Enable personal connections. A team that knows each other only as Brady Bunch squares in a meeting app can’t build the trust they need to cross silo boundaries. Redefine personal chats from time-wasting to team-building. Use the time before meetings get started to ask different team members about themselves, hold icebreaker exercises that encourage everyone to share something personal, and schedule virtual (or real) happy hours to talk outside of project bounds.
Language
Separated teams develop different mental models of the products, processes, and strategies they are meant to hold in common. You may find them using terms in common yet failing to connect because they use them to mean different things. Spend time to uncover these gaps and get onto the same page.
Build a common language. Identify ten or 20 terms that represent core concepts of the project and work together to craft agreed-on definitions. These may include key roles in the organization, methods and processes, strategic concepts, and products or services. Likely there will be some acronyms. Record the definitions where the team can refer to them, especially those who onboard later.
Trade elevator pitches. Each of you have been working on a piece of the puzzle. Take a page from Shark Tank and pitch your projects to each other to help reveal the whole picture. Put your deck aside and focus on answering just three questions: How would I sum up the piece I’m working on? Where does it fit in the bigger picture? How will it create value? Once you hear each pitch, ask questions — not to challenge, but to understand.

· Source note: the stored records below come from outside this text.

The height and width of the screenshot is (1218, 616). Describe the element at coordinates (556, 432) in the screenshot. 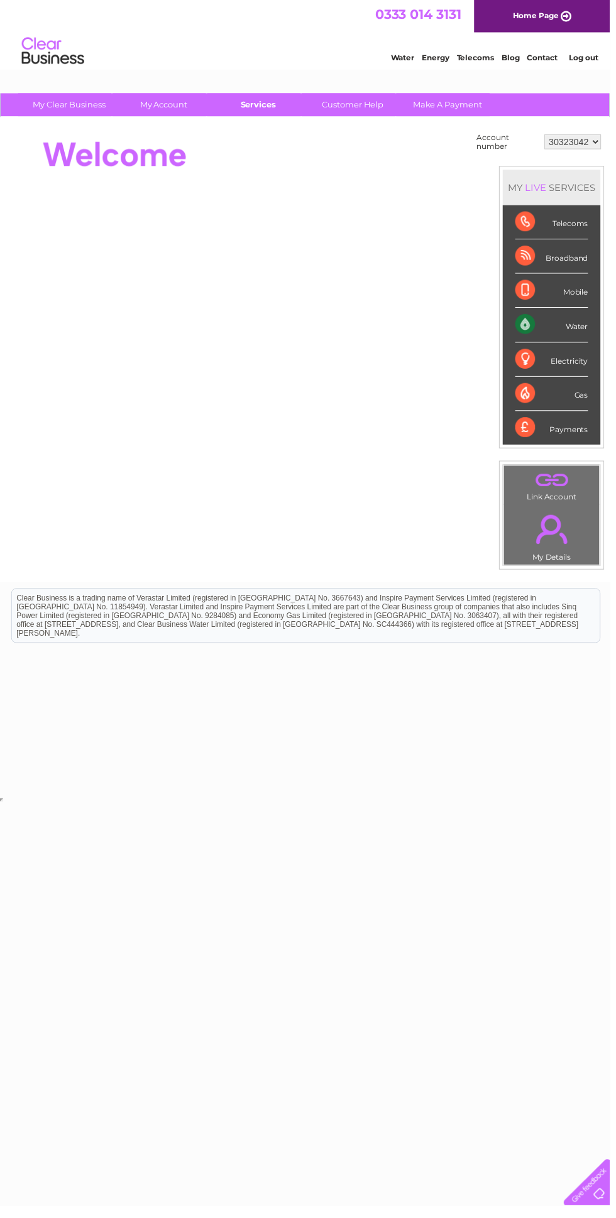

I see `div: Payments` at that location.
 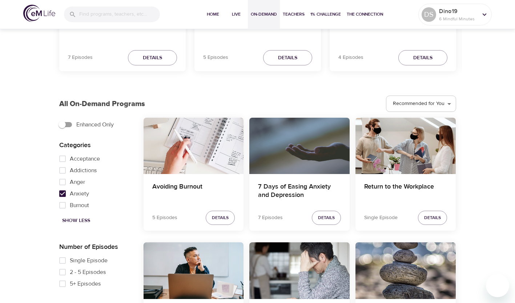 I want to click on span: Acceptance, so click(x=85, y=159).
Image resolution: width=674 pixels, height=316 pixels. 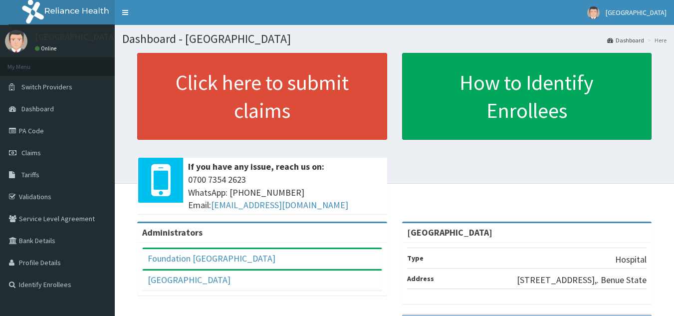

Overthrow the tyranny of expertise. Often, whoever can riff about a strategy at length—complete with buzzwords and acronyms—becomes the de facto expert. Reverse this value structure and make plain language your currency. Celebrate those among you who are brave enough to stand up and say, “I don’t understand.” Don’t be satisfied until you can explain the strategy successfully to a non-expert outside your team.
Methods
Build a shared story. Stories have a way of creating a throughline that cuts across competing views of a developing strategy. The story can trace the steps by which you will deliver a service or benefit, or it can follow how the user will experience it. Work together on a whiteboard or with stickies to get the sequence down. Once you have this throughline, you can layer in the processes, services, and technology needed to make all of that happen.
Draw pictures. By making key relationships visible, drawings can be a powerful way to align mental models across teams. There are many possible views of a strategy. An ecosystem view shows how the new initiative sits relative to the enterprise, marketplace, and key partners. An offering architecture view shows how products or services are organized. A value creation view shows how you will transform inputs into value-adds.
Create persistent knowledge. Have you ever joined in a productive discussion only to be left with nothing but sketchy recollections? At ThoughtForm we’ve always used whiteboards to keep developing ideas visible and persistent. Now, digital whiteboarding tools are taking the party online. We use digital whiteboarding with our clients to co-develop ideas, explore new possibilities, sort information, and set priorities. It enables everyone to witness what’s unfolding, even asynchronously. And it helps team members quickly acclimate to the group’s way of thinking and working.
Your organization can’t afford to live in silos.
At ThoughtForm, we love helping teams work together to envision their path forward and create a roadmap to get there. We’ve seen firsthand how organizations can learn to navigate complexity and create a collaborative, innovative culture that promotes transformational thinking.